There is a real taking involved in both scenarios, it’s just more complex than people make out. It’s not as simple as either “you have to leave the symbols alone, they’re strictly ours” or the legalistic “only an outright material or intellectual property theft, as defined by our laws, is a complaint with substance”.
 
i've been savaged and rode out of town by people who adhere to this nonsense. see, i'm in the process of writing a setting for role-playing games based on the mythologies and cultures of Bantu Africa. the only similar product on the market is called 'Nyambe' and it's a bastard pastiche of africa filtered through hollywood. i wanted to make something authentic, meaning i read hundreds of journal articles and created a nice set of references. what i didn't do is write a setting that would appeal to african-americans. i actually meant it to appeal to africans, though that's a pipe dream.

i hate all that shit. look at me and see white american - that's your problem. i'm not - i'm one of the People, you, looking at me, are one of the Notpeople, which is how all pre-agricultural societies look at things. i speak ghetto/prison slang fluently, in the right circumstances, because i spent two years in a world where 'nigga' is a pronoun. i fly a confederate flag redone in the red, gold and green of mother africa, because everything good about the south came from africa. fuck, my granddad was high yella, he lied and claimed indian to marry a white woman, but 23andme fixed that. i don't have a lot of patience for american blacks claiming africa - especially when i know more about it in my little finger than they will every know. dammit, i speak swahili.

i also speak japanese, can quote oodles of japanese poetry and know vast amounts about buddhism. do japanese people give me slack about that? iii-e. they love it. were i to set up a mini shinto shrine in my house and ask my japanese prof to help me, she'd think it cute because she knows YOU CAN'T OWN A CULTURE.

people confuse their cultural identity with their own identity constructs until it seems to them when you take something from their culture, you are robbing them. this is nonsense - buddhism calls it suffering due to attachment to ideas.
 
I personally don't see it as cultural appropriation unless one is using the other's culture to make a profit at the expense of the other one. The best example I've read about was a white dress designer who tried to copyright a native American pattern for her own. The tribe sued and won and that was a good thing.

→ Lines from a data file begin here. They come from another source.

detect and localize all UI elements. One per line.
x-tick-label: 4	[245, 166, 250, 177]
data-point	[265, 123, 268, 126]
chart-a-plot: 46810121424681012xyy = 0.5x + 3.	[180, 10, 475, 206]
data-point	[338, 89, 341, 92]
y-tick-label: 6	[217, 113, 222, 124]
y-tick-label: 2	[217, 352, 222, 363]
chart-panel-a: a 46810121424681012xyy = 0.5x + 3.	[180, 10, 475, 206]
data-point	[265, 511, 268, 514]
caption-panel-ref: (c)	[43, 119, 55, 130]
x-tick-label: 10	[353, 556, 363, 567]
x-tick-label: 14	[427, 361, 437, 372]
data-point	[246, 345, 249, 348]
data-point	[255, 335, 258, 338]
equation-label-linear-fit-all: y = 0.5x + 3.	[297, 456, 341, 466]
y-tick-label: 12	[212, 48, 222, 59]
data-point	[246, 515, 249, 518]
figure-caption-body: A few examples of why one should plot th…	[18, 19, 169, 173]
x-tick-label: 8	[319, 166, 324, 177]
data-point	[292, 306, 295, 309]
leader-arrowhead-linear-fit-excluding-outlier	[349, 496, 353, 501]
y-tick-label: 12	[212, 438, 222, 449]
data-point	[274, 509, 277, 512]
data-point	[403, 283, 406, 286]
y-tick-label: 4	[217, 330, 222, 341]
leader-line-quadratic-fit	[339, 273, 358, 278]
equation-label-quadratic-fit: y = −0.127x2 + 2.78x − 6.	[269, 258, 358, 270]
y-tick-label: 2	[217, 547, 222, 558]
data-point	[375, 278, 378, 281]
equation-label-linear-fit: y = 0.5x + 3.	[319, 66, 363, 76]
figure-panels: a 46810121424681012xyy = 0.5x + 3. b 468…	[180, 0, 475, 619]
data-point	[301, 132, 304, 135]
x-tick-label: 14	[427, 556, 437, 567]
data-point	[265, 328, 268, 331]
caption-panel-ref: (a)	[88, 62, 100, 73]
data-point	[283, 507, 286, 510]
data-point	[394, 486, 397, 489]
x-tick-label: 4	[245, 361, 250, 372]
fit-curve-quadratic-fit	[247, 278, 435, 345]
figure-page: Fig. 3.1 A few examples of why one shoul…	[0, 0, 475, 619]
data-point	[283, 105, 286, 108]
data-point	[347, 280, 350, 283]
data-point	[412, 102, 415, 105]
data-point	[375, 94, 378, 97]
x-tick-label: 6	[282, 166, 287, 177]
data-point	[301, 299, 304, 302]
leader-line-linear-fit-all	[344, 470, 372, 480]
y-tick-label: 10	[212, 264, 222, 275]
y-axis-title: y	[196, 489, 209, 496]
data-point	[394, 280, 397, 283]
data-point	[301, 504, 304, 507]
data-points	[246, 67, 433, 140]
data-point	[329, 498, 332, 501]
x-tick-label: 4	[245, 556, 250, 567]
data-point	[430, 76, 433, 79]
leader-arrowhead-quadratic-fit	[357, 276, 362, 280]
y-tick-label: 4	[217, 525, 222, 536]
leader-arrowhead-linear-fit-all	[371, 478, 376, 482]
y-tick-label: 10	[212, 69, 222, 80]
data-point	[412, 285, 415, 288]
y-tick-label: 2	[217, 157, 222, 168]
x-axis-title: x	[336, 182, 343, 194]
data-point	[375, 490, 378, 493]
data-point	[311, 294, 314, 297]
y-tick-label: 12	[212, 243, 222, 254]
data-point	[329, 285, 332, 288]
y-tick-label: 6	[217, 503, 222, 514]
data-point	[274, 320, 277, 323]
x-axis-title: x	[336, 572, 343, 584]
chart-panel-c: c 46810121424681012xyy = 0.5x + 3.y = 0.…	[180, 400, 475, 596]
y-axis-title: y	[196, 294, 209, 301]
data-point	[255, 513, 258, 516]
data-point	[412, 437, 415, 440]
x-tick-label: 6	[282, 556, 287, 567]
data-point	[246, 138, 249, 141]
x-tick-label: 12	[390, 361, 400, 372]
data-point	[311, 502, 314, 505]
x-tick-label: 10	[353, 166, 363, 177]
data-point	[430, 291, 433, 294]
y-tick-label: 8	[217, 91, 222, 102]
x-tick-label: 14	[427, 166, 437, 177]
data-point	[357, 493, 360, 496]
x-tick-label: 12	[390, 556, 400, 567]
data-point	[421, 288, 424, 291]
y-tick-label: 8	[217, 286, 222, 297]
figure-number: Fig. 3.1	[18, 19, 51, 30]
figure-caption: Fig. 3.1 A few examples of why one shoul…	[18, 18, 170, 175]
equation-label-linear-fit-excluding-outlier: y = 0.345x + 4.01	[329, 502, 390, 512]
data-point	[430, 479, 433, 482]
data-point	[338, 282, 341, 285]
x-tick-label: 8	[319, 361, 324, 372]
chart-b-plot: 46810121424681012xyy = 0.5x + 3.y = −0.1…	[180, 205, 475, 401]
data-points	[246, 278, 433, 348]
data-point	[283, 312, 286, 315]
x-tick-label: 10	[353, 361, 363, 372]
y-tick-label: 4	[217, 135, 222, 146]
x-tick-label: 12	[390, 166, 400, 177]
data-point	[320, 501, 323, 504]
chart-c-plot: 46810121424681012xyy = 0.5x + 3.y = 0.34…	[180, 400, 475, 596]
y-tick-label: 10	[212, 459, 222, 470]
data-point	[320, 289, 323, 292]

I spoke about this issue with a young black friend of mine. She told me it works both ways and she didn't have a problem with it. I guess that means it's okay for her to straighten her hair and it's okay for me to wear tight little braids like Bo Derek did in that stupid movie. Something like that. :D My friend looks much better with straight hair than I ever would with little braids. The thing is that cultures have always borrowed things from each other, so other than my first example, it's stupid to claim cultural appropriation.

When it comes to slang, many slang words have been used over the past couple of centuries by different cultures, so imo, no culture owns language. When something goes mainstream, I don't think it can be seen as cultural appropriation. I live in a small city that is about 50% black, so I see many things that may have originated in black culture that are now mainstream. That to me is cultural appreciation and I'm sorry that some people are so sensitive that they feel as if someone has stolen their culture.

Sometimes I long for the 60s when it was cool to wear Afro centric styles, even if you were white. A few of the styles went mainstream. Back then, it was considered more of a compliment than an insult. The word cool as a slang word from black cool jazz is a perfect example. The word went mainstream and everybody started to use it. I'm cool with that. :tonguea:

It's good to have discussions with people from other cultures and get their opinions and try to understand if and why they feel insulted when someone enjoys something that may have originally been part of their culture.